Moral panics occur because the increased availability of information about what happens in our society is not matched by a public capacity to reflect upon and make sense of it. Western societies might be advanced in many ways, but if the standard of debates set by the popular media is anything to go by, their populations are woefully bad at engaging sensibly with new and evolving moral demands.
This last remark is not meant to imply that there are, say, too few religious education lessons in schools. Far from it: religion is part of the problem, not the solution. And moral education is not best done by haranguing people, especially the young.
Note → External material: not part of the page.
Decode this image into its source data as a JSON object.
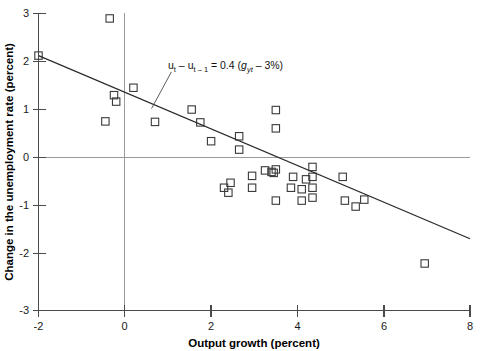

On both counts standard views about moral education need rethinking.
Religion is worse than an irrelevant as regards the inculcation of morality, for the following reasons: in an individualistic society, where personal wealth is the chief if not the sole measure of achievement, a morality that enjoins you to give your all to the poor that says it is easier for a camel to go through a needle’s eye than for the rich to enter heaven, and preaches selflessness towards one’s neighbor and complete obedience to a deity—such a morality, wholly opposed to the norms and practices not just accepted but extolled in our society, has little to offer. Most people ignore the contrast between such views and the universal instruction to go forth and multiply one’s income and possessions; and obey the latter.
And when religious fundamentalists add a preparedness to incarcerate women, mutilate genitals, amputate hands, murder, bomb, and terrorise—all in the name of faith—then religious morality becomes not just irrelevant but dangerous. With such examples and contrasts, it has less than nothing to offer proper moral debate.